ClawStaff

Automate Issue Triage

Automate Issue Triage with an AI Agent

New issues arrive around the clock. A Claw reads, labels, prioritizes, and assigns each one so your team starts working on what matters, not sorting tickets.

· David Schemm

Your team spends 6 hours/week on issue triage. A Claw costs $59/month.

Before ClawStaff

  • Issues sit unread for hours until someone manually reviews them
  • Labels applied inconsistently or not at all
  • Priority determined by who reports loudest, not by impact
  • Triage meetings consume 30-60 minutes multiple times per week

After ClawStaff

  • Every issue categorized, labeled, and prioritized within minutes
  • Consistent labeling taxonomy applied to every issue automatically
  • Priority based on impact analysis, not volume of complaints
  • Triage meetings replaced with a daily digest. Review in 5 minutes

Integrations involved

The triage bottleneck

Software teams receive issues from multiple sources: GitHub issues from developers, bug reports from QA, feature requests from product, and incident reports from operations. Each issue needs to be read, understood, categorized, prioritized, labeled, and assigned to the right person or team.

On a team handling 20-50 issues per week, triage consumes 5-10 hours, either distributed as interruptions throughout the day or concentrated in dedicated triage meetings. Either way, the work is repetitive, context-heavy, and under-appreciated. Nobody’s career advances because they are great at labeling tickets.

How a Claw triages issues

A dedicated issue triage Claw, a purpose-built AI agent, processes each new issue as it arrives:

1. Content analysis. The Claw reads the full issue: title, description, code snippets, stack traces, screenshots. It understands what the issue is about: is it a bug, a feature request, a question, a performance concern, a security issue?

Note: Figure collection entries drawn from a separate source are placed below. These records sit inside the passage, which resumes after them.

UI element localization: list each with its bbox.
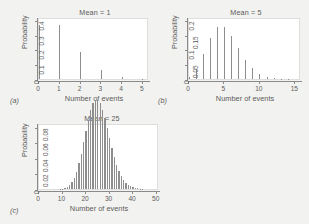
y-tick-label: 0.2: [38, 51, 45, 60]
bar: [109, 138, 110, 189]
y-tick-label: 0.04: [42, 159, 49, 171]
panel-a-letter: (a): [10, 96, 19, 105]
bar: [67, 187, 68, 189]
panel-c-x-axis: [38, 191, 160, 192]
x-tick-label: 0: [36, 195, 40, 202]
panel-a-title: Mean = 1: [38, 8, 152, 17]
bar: [123, 180, 124, 189]
panel-a-plot-area: [38, 18, 148, 80]
x-tick: [121, 81, 122, 84]
bar: [101, 70, 102, 79]
x-tick-label: 30: [105, 195, 112, 202]
x-tick-label: 40: [128, 195, 135, 202]
bar: [95, 100, 96, 189]
y-tick-label: 0.1: [188, 51, 195, 60]
bar: [217, 27, 218, 79]
x-tick: [80, 81, 81, 84]
panel-c-x-axis-label: Number of events: [38, 204, 160, 213]
bar: [135, 188, 136, 189]
bar: [59, 25, 60, 79]
bar: [85, 131, 86, 189]
y-tick-label: 0.15: [192, 36, 199, 48]
y-tick: [35, 159, 38, 160]
bar: [90, 110, 91, 189]
panel-c-letter: (c): [10, 206, 18, 215]
x-tick-label: 5: [140, 85, 144, 92]
bar: [252, 68, 253, 79]
bar: [259, 74, 260, 79]
x-tick-label: 10: [255, 85, 262, 92]
bar: [74, 178, 75, 189]
y-tick-label: 0.06: [42, 144, 49, 156]
panel-a-bars: [39, 19, 147, 79]
bar: [125, 183, 126, 189]
bar: [69, 185, 70, 189]
y-tick-label: 0.02: [42, 175, 49, 187]
bar: [97, 100, 98, 189]
bar: [102, 110, 103, 190]
y-tick: [185, 21, 188, 22]
y-tick: [35, 50, 38, 51]
x-tick-label: 4: [119, 85, 123, 92]
x-tick-label: 15: [291, 85, 298, 92]
x-tick: [142, 81, 143, 84]
y-tick-label: 0.4: [38, 21, 45, 30]
panel-c: Mean = 25 01020304050 00.020.040.060.08 …: [8, 110, 168, 220]
x-tick: [223, 81, 224, 84]
bar: [130, 186, 131, 189]
panel-b-plot-area: [188, 18, 300, 80]
x-tick-label: 0: [36, 85, 40, 92]
bar: [274, 78, 275, 79]
bar: [116, 165, 117, 189]
bar: [132, 187, 133, 189]
y-tick-label: 0: [33, 190, 40, 194]
bar: [76, 172, 77, 189]
panel-b: Mean = 5 051015 00.050.10.150.2 Probabil…: [158, 4, 306, 110]
bar: [92, 103, 93, 189]
x-tick-label: 1: [57, 85, 61, 92]
panel-b-title: Mean = 5: [188, 8, 304, 17]
y-tick: [35, 36, 38, 37]
y-tick-label: 0.3: [38, 36, 45, 45]
x-tick: [294, 81, 295, 84]
bar: [128, 185, 129, 189]
bar: [64, 188, 65, 189]
bar: [107, 128, 108, 189]
y-tick-label: 0: [33, 80, 40, 84]
y-tick: [35, 21, 38, 22]
y-tick: [35, 143, 38, 144]
bar: [231, 36, 232, 79]
y-tick: [185, 36, 188, 37]
bar: [80, 52, 81, 79]
x-tick-label: 3: [98, 85, 102, 92]
x-tick: [59, 81, 60, 84]
x-tick: [109, 191, 110, 194]
panel-b-x-axis: [188, 81, 302, 82]
bar: [224, 27, 225, 79]
bar: [238, 48, 239, 79]
panel-a: Mean = 1 012345 00.10.20.30.4 Probabilit…: [8, 4, 154, 110]
bar: [88, 120, 89, 189]
panel-c-plot-area: [38, 124, 158, 190]
bar: [137, 188, 138, 189]
x-tick-label: 50: [152, 195, 159, 202]
x-tick-label: 5: [222, 85, 226, 92]
panel-c-y-axis: [37, 124, 38, 191]
y-tick: [185, 65, 188, 66]
y-tick: [185, 50, 188, 51]
y-tick-label: 0.05: [192, 66, 199, 78]
x-tick-label: 0: [186, 85, 190, 92]
panel-b-letter: (b): [158, 96, 167, 105]
bar: [267, 77, 268, 79]
y-tick: [35, 65, 38, 66]
x-tick-label: 2: [78, 85, 82, 92]
x-tick: [132, 191, 133, 194]
bar: [100, 103, 101, 189]
x-tick-label: 10: [58, 195, 65, 202]
bar: [78, 163, 79, 189]
bar: [114, 157, 115, 189]
panel-a-x-axis: [38, 81, 150, 82]
y-tick: [35, 174, 38, 175]
x-tick: [156, 191, 157, 194]
panel-b-x-axis-label: Number of events: [188, 94, 302, 103]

2. Categorization and labeling. Based on its analysis, the Claw applies labels from your team’s taxonomy. A bug report involving the authentication system gets labeled bug, auth, priority-high. A feature request for the settings page gets labeled enhancement, settings, priority-medium. The labels are consistent because the same logic applies to every issue.

3. Priority assessment. The Claw evaluates impact: How many users are affected? Is the bug blocking a critical workflow? Is there a workaround? Is this a regression from a recent deploy? Priority is based on objective factors, not on who reported the issue or how loudly.

4. Assignment. Based on the issue’s category, affected component, and team member expertise, the Claw assigns it to the right person. Authentication bugs go to the auth team. Frontend issues go to the frontend developer. The Claw can also consider current workload to avoid overloading one team member.

5. Notification. The assigned developer gets a notification in Slack with a summary of the issue, why it was prioritized the way it was, and any relevant context from recent related issues.

Example workflow

A new GitHub issue is created at 11:47 PM:

  • 11:47 PM - Issue created: “Login page throws 500 error after password reset”
  • 11:48 PM - The Claw reads the issue, identifies it as a bug in the authentication flow, checks recent deploy history, and finds it correlates with a deploy from that afternoon
  • 11:49 PM - Labels applied: bug, auth, regression, priority-critical. Issue assigned to the developer who authored the recent deploy
  • 11:49 PM - Slack notification sent to #engineering-oncall: “Critical regression detected. Login 500 error after password reset. Likely caused by deploy #423 (auth flow changes). Assigned to @developer.”

By the time someone sees this in the morning, the issue is triaged, labeled, assigned, and connected to its probable cause. No triage meeting needed.

Why AI triage beats manual triage

Consistency. Manual triage varies by who does it and when. Friday afternoon triage is less thorough than Monday morning triage. Different team members apply different labels for the same type of issue. A Claw applies the same analysis to every issue, every time.

Speed. A Claw processes issues in under a minute. Manual triage can take hours, especially when the triager needs to understand unfamiliar parts of the codebase.

Context. A Claw can cross-reference new issues with recent deployments, related open issues, and historical patterns. A human triager would need to manually search this context for every issue.

24/7 coverage. Issues reported outside business hours sit untriaged until the next morning. A Claw triages immediately, regardless of when the issue is reported. For production incidents, this can mean the difference between a 2-hour resolution and a 12-hour resolution.

Getting started

Deploy an issue triage Claw in three steps:

  1. Connect your GitHub organization
  2. Connect Slack for notifications and digests
  3. Define your labeling taxonomy, assignment rules, and access controls for sensitive repositories

The Claw starts triaging new issues immediately. Review its assignments for the first week to calibrate priority thresholds and assignment logic. Most teams have it tuned within a few days. Pair it with a code review Claw to automate the full lifecycle from issue to PR.

Stop wasting 6 hours/week on issue triage

Deploy a Claw to handle it. 60-second setup, no engineering required.